(Saved data entries)
◆ ◆ ◆
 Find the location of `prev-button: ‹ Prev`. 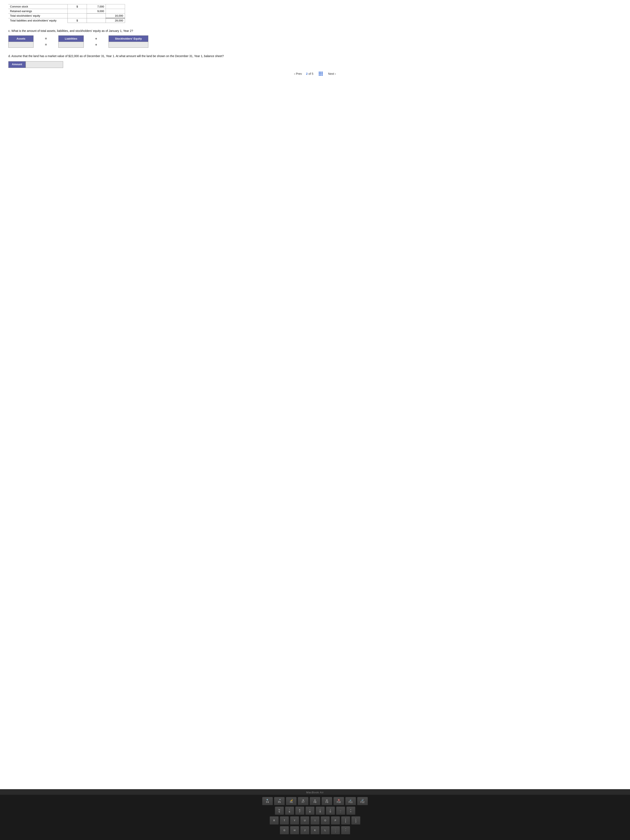

prev-button: ‹ Prev is located at coordinates (298, 74).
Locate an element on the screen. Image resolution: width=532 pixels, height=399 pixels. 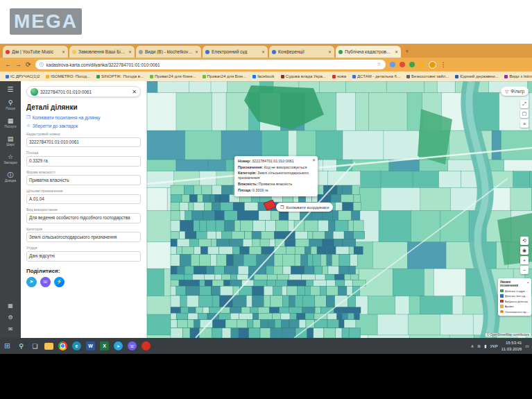
bookmark-item: ISOMETRO: Погод... is located at coordinates (68, 76).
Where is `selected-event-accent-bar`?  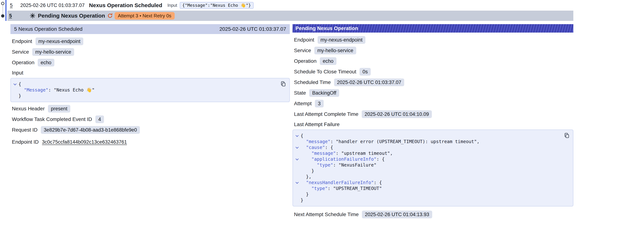
selected-event-accent-bar is located at coordinates (6, 10).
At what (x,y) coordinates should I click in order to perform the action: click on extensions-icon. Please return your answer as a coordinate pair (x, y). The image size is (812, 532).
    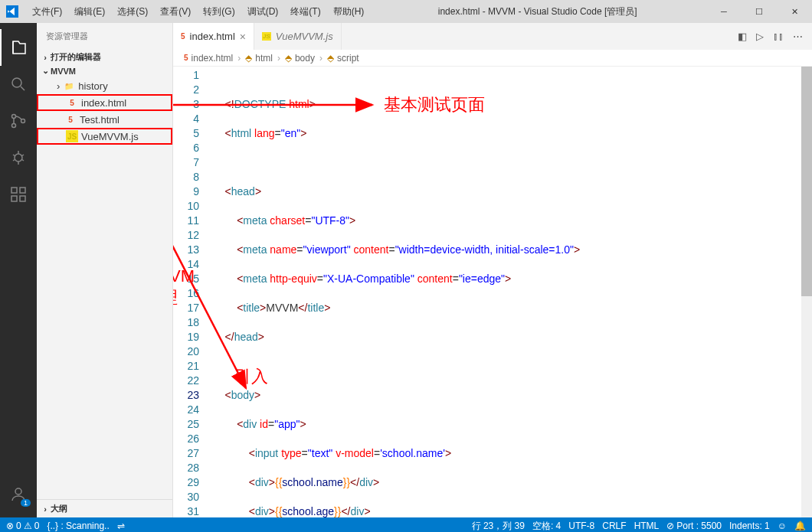
    Looking at the image, I should click on (18, 194).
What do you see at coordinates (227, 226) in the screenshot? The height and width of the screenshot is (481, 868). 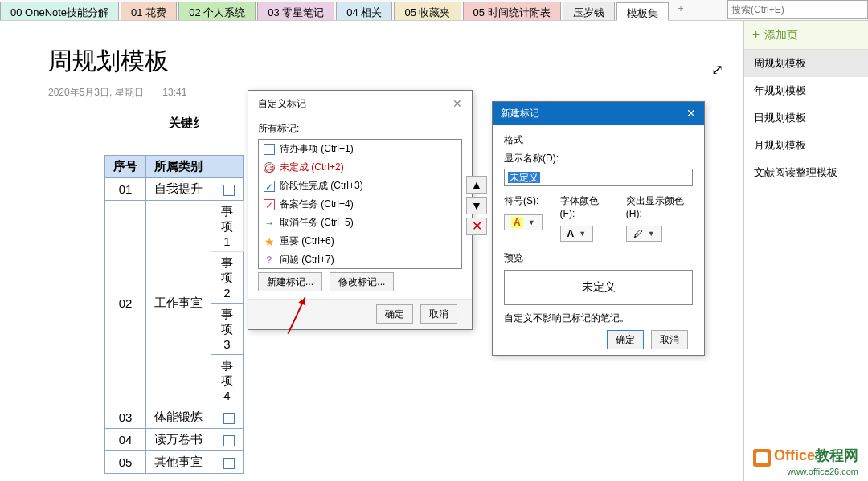 I see `item: 事项1` at bounding box center [227, 226].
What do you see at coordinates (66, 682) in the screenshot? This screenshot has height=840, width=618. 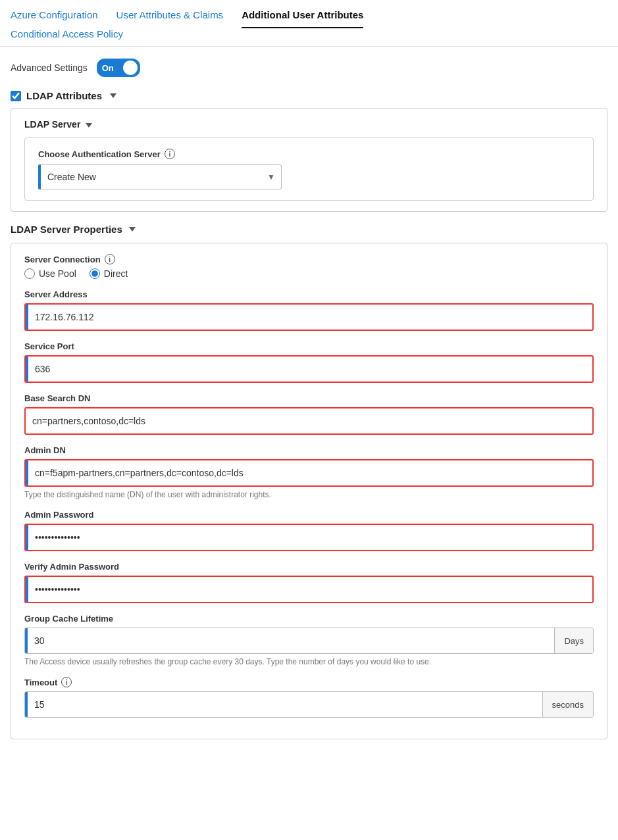 I see `timeout-info-icon: i` at bounding box center [66, 682].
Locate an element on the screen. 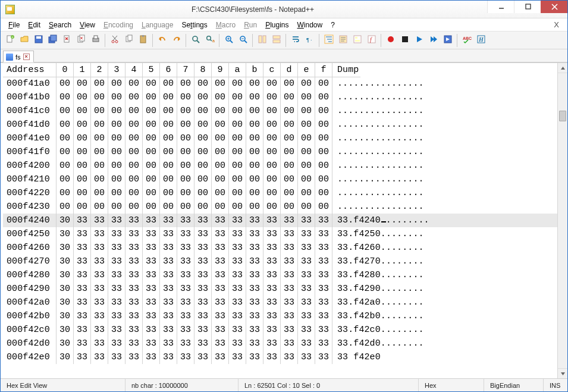  hex-row: 000f42b030333333333333333333333333333333… is located at coordinates (280, 316).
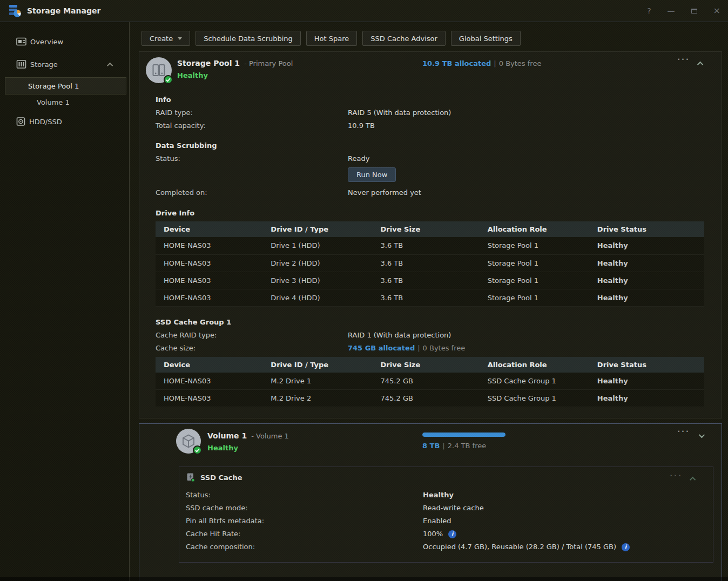 This screenshot has width=728, height=581. What do you see at coordinates (521, 64) in the screenshot?
I see `pool-free: 0 Bytes free` at bounding box center [521, 64].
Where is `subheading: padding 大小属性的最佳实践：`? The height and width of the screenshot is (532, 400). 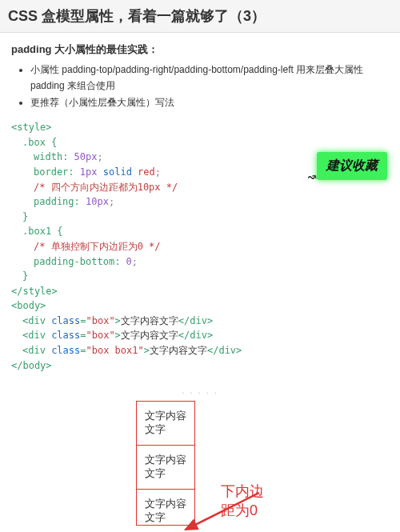
subheading: padding 大小属性的最佳实践： is located at coordinates (200, 50).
◆ ◆ ◆
# ACTIVITY
Beginning at the line that holds "is (532, 400)." and ending with the last line of the entries, please set down each line exactly, leaving every picture out.

# ANSWER FOR THIS EXERCISE
Where is `subheading: padding 大小属性的最佳实践：`? The height and width of the screenshot is (532, 400). 
subheading: padding 大小属性的最佳实践： is located at coordinates (200, 50).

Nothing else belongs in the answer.